Asian masterworks gathered by Rockefellers on view at the Kimbell Art Museum
A new exhibit features world class Asian antiquities assembled by late philanthropists John D. Rockefeller 3rd and his wife Blanchette Hooker Rockefeller between the 1940s and 1970s.
It includes Buddhist and Hindu sculptural icons and porcelain treasures.
“They wanted to acquire things of great meaning and importance across all Asian cultures,” said Jennifer Casler Price, curator of Asian, African, and Ancient American Art at the Kimbell. “But they wanted to share it with a public audience because they really felt that art could bridge that cultural gap between Americans and Asians.”
Co-organized by the American Federation of Arts and the Asia Society Museum, “Buddha, Shiva, Lotus, Dragon” is on view at the Kimbell Art Museum from June 27 thru Sept. 5. The traveling exhibit includes 67 sculptures, bronzes, ceramics, and metalwork including Indian Chola bronzes, Southeast Asian sculptures, and East Asian ceramics spanning two millennia.
“The Rockefellers focused on collecting works of exceptional quality under the guidance of renowned connoisseur and historian of Asian art and then director of the Cleveland Museum of Art Sherman Lee, no relation,” said Kimbell director Eric Lee.
This resulted in a collection of 300 works that were eventually bequeathed to the Asia Society Museum in New York.
“The objects represent ancient artistic practices from Cambodia, China, Indian, Japan, Nepal, Sri Lanka, Thailand, Tibet, and Vietnam,” said Michele Wije, curator of exhibitions at American Federation of Arts.
The show explores three main themes: Buddhism and Hinduism, which originated in India, and how they were disseminated throughout the rest of Asia. Many of the works come from a burial context.
In the early period of Buddhism, up until the 1st century of this era, the Buddha was only shown in symbols. From the Kushan period in what is now Pakistan, “Head of Buddha” is an early example of the Buddha represented in human form. It looks Hellenistic with a Greco-Roman profile.
From India in the 6th century, “Buddha” is a copper alloy figure that shows the repertoire of iconography that developed to identify the religion’s founder. Represented as a monk in a robe, attributes include elongated earlobes, an ushnisha, or top knot, to represent wisdom, webbed fingers and toes, a lotus to signify purity, and an Urna, or dot in the middle of the forehead, for spiritual truth.
With an expanded pantheon of cosmic Buddhas, the sculptures begin to capture the spread of Buddhism across Asia. There’s Bodhisattva Avalokiteshvara, for example, the embodiment of compassion and the Buddha of the future, Maitreya. Dragons appear in works from China and from Cambodia there is Devarāja, the “god-king” concept of a ruler as the incarnation of a deity.
A section of ceramics and metalwork goes all the way back to Neolithic times in China. These cups, jars, bowls, and bottles were made to hold food and drink in domestic settings, or for ceremonies. Some of these items were buried with their owners for the afterlife. Several gorgeous pieces capture the development of Chinese porcelain from the Tang dynasty of the 7th century all the way to the early 18th century Qing period.
The show ends with Hindu sculpture. From 12th century Chola period in India, “Saint Sambandar” portrays the 7th century child poet-saint with dance movements. After drinking milk from a statue of Shiva “the Destroyer” and Parvati “the mother goddess” as a three-year-old, the boy spent the rest of his life dancing and singing to the two gods, only to die at his wedding when he was 16.
One of the exhibit’s highlights from 11th century India, “Ganesha” is a sculpture of one of the best-known Hindu gods. Created by Parvati out of clay, Ganesha was beheaded by Shiva. But Shiva ended up replacing Ganesha’s original head with that of the first animal he saw, which turned out to be an elephant. The Hindu god of beginnings traditionally worshiped before starting a major enterprise is portrayed as a chubby child with a chakra eating sweets out of his trunk.
“Shiva as Lord of the Dance (Shiva Nataraja)” is another sculpture from the Chola period. Shiva takes on many forms, but as “cosmic lord of the dance” surrounded by flames that represent the cosmos, he’s a warrior and ruler who destroys the universe and dances it back into creation.
“Every now and then he has to do some cosmic housecleaning,” Price said. “He is in this dance pose with his leg lifted and his arms in different kinds of gestures. Dancing the cosmos into being, he’s trampling a dwarf who represents ignorance and illusion.”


EXERCISE PROMPT: Once you have read the records below, restate them word for word.

Data excerpts
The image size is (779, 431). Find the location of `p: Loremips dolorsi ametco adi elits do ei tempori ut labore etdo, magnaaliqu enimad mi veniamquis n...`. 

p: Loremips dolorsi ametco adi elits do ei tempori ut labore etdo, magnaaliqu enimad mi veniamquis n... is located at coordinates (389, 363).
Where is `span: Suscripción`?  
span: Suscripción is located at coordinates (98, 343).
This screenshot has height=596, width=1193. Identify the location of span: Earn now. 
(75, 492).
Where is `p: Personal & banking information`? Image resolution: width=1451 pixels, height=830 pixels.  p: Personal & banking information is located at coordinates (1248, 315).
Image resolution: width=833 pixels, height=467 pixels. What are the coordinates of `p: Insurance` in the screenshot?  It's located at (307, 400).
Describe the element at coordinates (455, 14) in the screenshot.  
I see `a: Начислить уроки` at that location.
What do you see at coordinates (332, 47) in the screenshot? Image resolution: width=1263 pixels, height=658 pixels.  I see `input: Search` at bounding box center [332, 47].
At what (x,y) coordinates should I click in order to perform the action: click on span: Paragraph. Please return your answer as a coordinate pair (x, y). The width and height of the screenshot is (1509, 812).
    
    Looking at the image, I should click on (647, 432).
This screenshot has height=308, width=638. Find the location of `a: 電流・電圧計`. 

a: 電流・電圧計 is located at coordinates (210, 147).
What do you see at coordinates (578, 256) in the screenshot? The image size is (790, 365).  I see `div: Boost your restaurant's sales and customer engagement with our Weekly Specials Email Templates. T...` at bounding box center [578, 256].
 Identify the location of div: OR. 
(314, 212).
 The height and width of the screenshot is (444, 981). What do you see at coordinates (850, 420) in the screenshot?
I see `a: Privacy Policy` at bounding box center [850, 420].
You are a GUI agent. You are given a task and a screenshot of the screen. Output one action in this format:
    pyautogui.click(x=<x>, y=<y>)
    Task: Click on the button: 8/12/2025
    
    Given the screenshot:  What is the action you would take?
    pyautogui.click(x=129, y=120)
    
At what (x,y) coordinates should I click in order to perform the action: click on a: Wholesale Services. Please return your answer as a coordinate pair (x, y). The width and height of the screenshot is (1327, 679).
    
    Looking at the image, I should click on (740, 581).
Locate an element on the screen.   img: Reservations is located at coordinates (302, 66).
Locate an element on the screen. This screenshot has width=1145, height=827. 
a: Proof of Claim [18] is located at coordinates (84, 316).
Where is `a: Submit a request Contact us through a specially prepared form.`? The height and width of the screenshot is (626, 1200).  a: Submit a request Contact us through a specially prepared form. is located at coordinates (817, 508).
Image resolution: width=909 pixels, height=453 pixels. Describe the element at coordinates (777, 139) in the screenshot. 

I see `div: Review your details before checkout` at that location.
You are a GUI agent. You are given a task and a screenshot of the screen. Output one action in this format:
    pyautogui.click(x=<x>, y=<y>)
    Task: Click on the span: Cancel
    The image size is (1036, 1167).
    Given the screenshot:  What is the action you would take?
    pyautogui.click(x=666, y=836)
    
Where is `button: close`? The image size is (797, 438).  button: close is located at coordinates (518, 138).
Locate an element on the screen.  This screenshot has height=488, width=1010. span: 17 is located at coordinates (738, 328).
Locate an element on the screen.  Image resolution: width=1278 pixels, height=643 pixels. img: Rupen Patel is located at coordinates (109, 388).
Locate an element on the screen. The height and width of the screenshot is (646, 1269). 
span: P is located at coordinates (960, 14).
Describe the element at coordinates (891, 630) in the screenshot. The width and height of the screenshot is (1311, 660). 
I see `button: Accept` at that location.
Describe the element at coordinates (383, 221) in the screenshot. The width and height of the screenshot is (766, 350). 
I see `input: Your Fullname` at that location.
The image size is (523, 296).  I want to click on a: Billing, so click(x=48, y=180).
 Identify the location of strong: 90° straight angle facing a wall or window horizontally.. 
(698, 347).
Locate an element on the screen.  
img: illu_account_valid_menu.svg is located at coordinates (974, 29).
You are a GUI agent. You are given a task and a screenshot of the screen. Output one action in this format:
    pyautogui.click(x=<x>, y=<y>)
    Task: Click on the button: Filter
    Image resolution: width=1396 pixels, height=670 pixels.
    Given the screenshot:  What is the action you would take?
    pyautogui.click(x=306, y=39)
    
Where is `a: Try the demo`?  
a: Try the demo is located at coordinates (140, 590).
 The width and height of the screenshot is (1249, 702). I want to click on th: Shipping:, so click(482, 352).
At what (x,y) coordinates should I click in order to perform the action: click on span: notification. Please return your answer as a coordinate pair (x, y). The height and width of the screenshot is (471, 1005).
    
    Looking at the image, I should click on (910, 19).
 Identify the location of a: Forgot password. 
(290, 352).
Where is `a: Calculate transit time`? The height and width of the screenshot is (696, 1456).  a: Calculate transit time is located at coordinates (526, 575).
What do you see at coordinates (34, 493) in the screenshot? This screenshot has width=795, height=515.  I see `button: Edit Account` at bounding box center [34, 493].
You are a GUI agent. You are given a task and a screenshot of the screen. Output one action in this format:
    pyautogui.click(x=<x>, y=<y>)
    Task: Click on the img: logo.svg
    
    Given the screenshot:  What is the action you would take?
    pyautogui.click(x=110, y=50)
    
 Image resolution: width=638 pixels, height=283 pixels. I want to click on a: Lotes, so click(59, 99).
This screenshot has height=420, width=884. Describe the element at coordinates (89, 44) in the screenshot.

RESULT OF THIS EXERCISE:
The image size is (779, 431). Find the location of `p: Loremips dolorsi ametco adi elits do ei tempori ut labore etdo, magnaaliqu enimad mi veniamquis n...`. 

p: Loremips dolorsi ametco adi elits do ei tempori ut labore etdo, magnaaliqu enimad mi veniamquis n... is located at coordinates (389, 363).
Where is `span: Suscripción`?  
span: Suscripción is located at coordinates (98, 343).
This screenshot has height=596, width=1193. Identify the location of span: Earn now. 
(75, 492).
Where is `p: Personal & banking information`? Image resolution: width=1451 pixels, height=830 pixels.  p: Personal & banking information is located at coordinates (1248, 315).
Image resolution: width=833 pixels, height=467 pixels. What are the coordinates of `p: Insurance` in the screenshot?  It's located at (307, 400).
Describe the element at coordinates (455, 14) in the screenshot.  
I see `a: Начислить уроки` at that location.
What do you see at coordinates (332, 47) in the screenshot? Image resolution: width=1263 pixels, height=658 pixels.  I see `input: Search` at bounding box center [332, 47].
At what (x,y) coordinates should I click in order to perform the action: click on span: Paragraph. Please return your answer as a coordinate pair (x, y). The width and height of the screenshot is (1509, 812).
    
    Looking at the image, I should click on (647, 432).
This screenshot has height=308, width=638. Find the location of `a: 電流・電圧計`. 

a: 電流・電圧計 is located at coordinates (210, 147).
What do you see at coordinates (578, 256) in the screenshot? The image size is (790, 365).  I see `div: Boost your restaurant's sales and customer engagement with our Weekly Specials Email Templates. T...` at bounding box center [578, 256].
 Identify the location of div: OR. 
(314, 212).
 The height and width of the screenshot is (444, 981). What do you see at coordinates (850, 420) in the screenshot?
I see `a: Privacy Policy` at bounding box center [850, 420].
You are a GUI agent. You are given a task and a screenshot of the screen. Output one action in this format:
    pyautogui.click(x=<x>, y=<y>)
    Task: Click on the button: 8/12/2025
    
    Given the screenshot:  What is the action you would take?
    pyautogui.click(x=129, y=120)
    
At what (x,y) coordinates should I click in order to perform the action: click on a: Wholesale Services. Please return your answer as a coordinate pair (x, y). The width and height of the screenshot is (1327, 679).
    
    Looking at the image, I should click on (740, 581).
Locate an element on the screen.   img: Reservations is located at coordinates (302, 66).
Locate an element on the screen. This screenshot has width=1145, height=827. 
a: Proof of Claim [18] is located at coordinates (84, 316).
Where is `a: Submit a request Contact us through a specially prepared form.`? The height and width of the screenshot is (626, 1200).  a: Submit a request Contact us through a specially prepared form. is located at coordinates (817, 508).
Image resolution: width=909 pixels, height=453 pixels. Describe the element at coordinates (777, 139) in the screenshot. 

I see `div: Review your details before checkout` at that location.
You are a GUI agent. You are given a task and a screenshot of the screen. Output one action in this format:
    pyautogui.click(x=<x>, y=<y>)
    Task: Click on the span: Cancel
    The image size is (1036, 1167).
    Given the screenshot:  What is the action you would take?
    pyautogui.click(x=666, y=836)
    
Where is `button: close`? The image size is (797, 438).  button: close is located at coordinates (518, 138).
Locate an element on the screen.  This screenshot has height=488, width=1010. span: 17 is located at coordinates (738, 328).
Locate an element on the screen.  Image resolution: width=1278 pixels, height=643 pixels. img: Rupen Patel is located at coordinates (109, 388).
Locate an element on the screen. The height and width of the screenshot is (646, 1269). 
span: P is located at coordinates (960, 14).
Describe the element at coordinates (891, 630) in the screenshot. The width and height of the screenshot is (1311, 660). 
I see `button: Accept` at that location.
Describe the element at coordinates (383, 221) in the screenshot. The width and height of the screenshot is (766, 350). 
I see `input: Your Fullname` at that location.
The image size is (523, 296).  I want to click on a: Billing, so click(x=48, y=180).
 Identify the location of strong: 90° straight angle facing a wall or window horizontally.. 
(698, 347).
Locate an element on the screen.  
img: illu_account_valid_menu.svg is located at coordinates (974, 29).
You are a GUI agent. You are given a task and a screenshot of the screen. Output one action in this format:
    pyautogui.click(x=<x>, y=<y>)
    Task: Click on the button: Filter
    Image resolution: width=1396 pixels, height=670 pixels.
    Given the screenshot:  What is the action you would take?
    pyautogui.click(x=306, y=39)
    
Where is `a: Try the demo`?  
a: Try the demo is located at coordinates (140, 590).
 The width and height of the screenshot is (1249, 702). I want to click on th: Shipping:, so click(482, 352).
At what (x,y) coordinates should I click in order to perform the action: click on span: notification. Please return your answer as a coordinate pair (x, y). The height and width of the screenshot is (471, 1005).
    
    Looking at the image, I should click on (910, 19).
 Identify the location of a: Forgot password. 
(290, 352).
Where is `a: Calculate transit time`? The height and width of the screenshot is (696, 1456).  a: Calculate transit time is located at coordinates (526, 575).
What do you see at coordinates (34, 493) in the screenshot? This screenshot has width=795, height=515.  I see `button: Edit Account` at bounding box center [34, 493].
You are a GUI agent. You are given a task and a screenshot of the screen. Output one action in this format:
    pyautogui.click(x=<x>, y=<y>)
    Task: Click on the img: logo.svg
    
    Given the screenshot:  What is the action you would take?
    pyautogui.click(x=110, y=50)
    
 Image resolution: width=638 pixels, height=283 pixels. I want to click on a: Lotes, so click(59, 99).
This screenshot has height=420, width=884. Describe the element at coordinates (89, 44) in the screenshot.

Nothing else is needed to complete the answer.